The park as Norris toured it still lacked its major elements of infrastructure. Though as an environmental park it’s unlikely to be very developed, it will contain three major, important features. If Norris comes back for a visit after the 2016 baseball season, two of those may be largely complete.
The first is the outdoor classroom to which Saturday’s fundraiser is contributing. The roofed, unwalled space at the edge of a large wetland will offer interpretive signage, a “living roof,” and a chance for students and others to learn about the importance of not just wetlands, but all the other ecosystems contained within the park.
The second feature will make it much easier for explorers to climb the forested ridge that rises to more than 200 feet in elevation above the creek, passing along volunteer-created trails through shagbark hickory, beech, buckeye and a variety of other native hardwoods. Where Norris had to cross an 8-by-8-inch span of milled wood while holding onto a rope to get to the creek’s far side, plans call for a sturdy, ADA-accessible footbridge at the park’s downstream end.
Plans are submitted, and a skilled crew of inmates supervised by a foreman from Johnson City’s Public Works Department is expected to start building the 100-foot ramp leading to the bridge, and the 35-foot span itself, later this winter. Funds for work conducted at Jacob’s Park are in a separate account with Boone Watershed Partnership (BWP), one of many partners that have helped bring the park to its current level of completion. Francisco believes the BWP fund currently has enough money in it to fund the bridge.
The final major expense will be several hundred feet of boardwalk that will allow visitors to traverse the ecologically sensitive wetlands themselves without damaging the habitat. Funds continue to be raised through the annual Jacob’s Bike Ride and Awareness Walk each April, and through private donations to the BWP fund. But Charlie Stahl, a Johnson City Assistant City Manager who sits on the Parks and Recreation Advisory Board and has watched Francisco’s efforts to develop the park from the beginning, said he sees it coming to full fruition through a variety of funding sources and volunteer laborers.

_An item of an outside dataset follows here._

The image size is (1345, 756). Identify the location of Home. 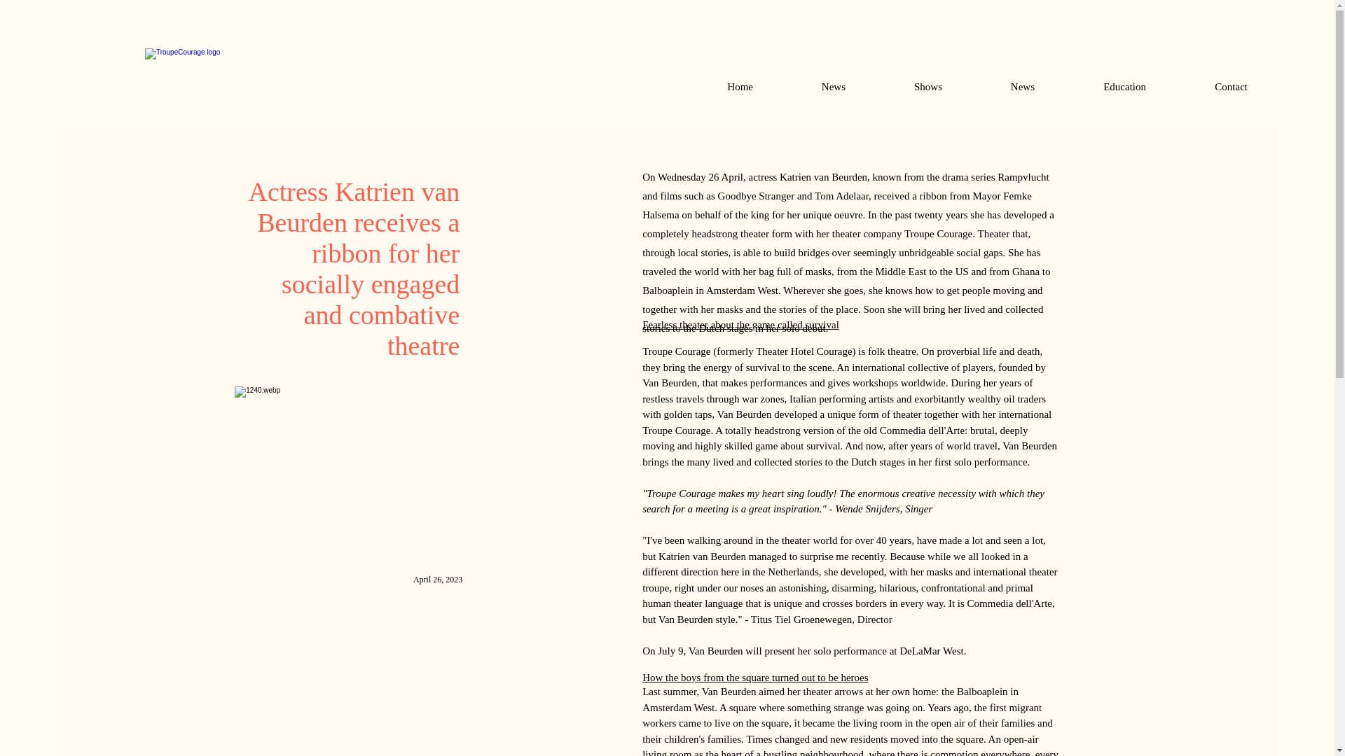
(716, 87).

“It’s been the tears and labor of Bill and a variety of volunteers and supporters that have brought this project from a vision and a hope and a dream of Bill’s and his family’s into reality,” Stahl said. “It’s very satisfying for me as a member of the park board to see this coming to reality.”
Stahl said the city will fund continuing operation and maintenance of the park, and that public funding availability for its development – including possibly the boardwalks – isn’t out of the question. He also sees continued involvement from East Tennessee State University, the Tennessee departments of environment and conservation and agriculture, the BWP and others.
“It’s a unique feature, and I think we’re going to see more interest from a cross-section of agencies, public, semi-public and private, than some other city properties, just because of what it’s become and it’s becoming. It’s exciting.”
To visit Jacob’s Nature Park, take King Springs Road 0.6 miles east from its intersection with Legion Street (four-way stop sign) and park on the right just past 1214 King Springs.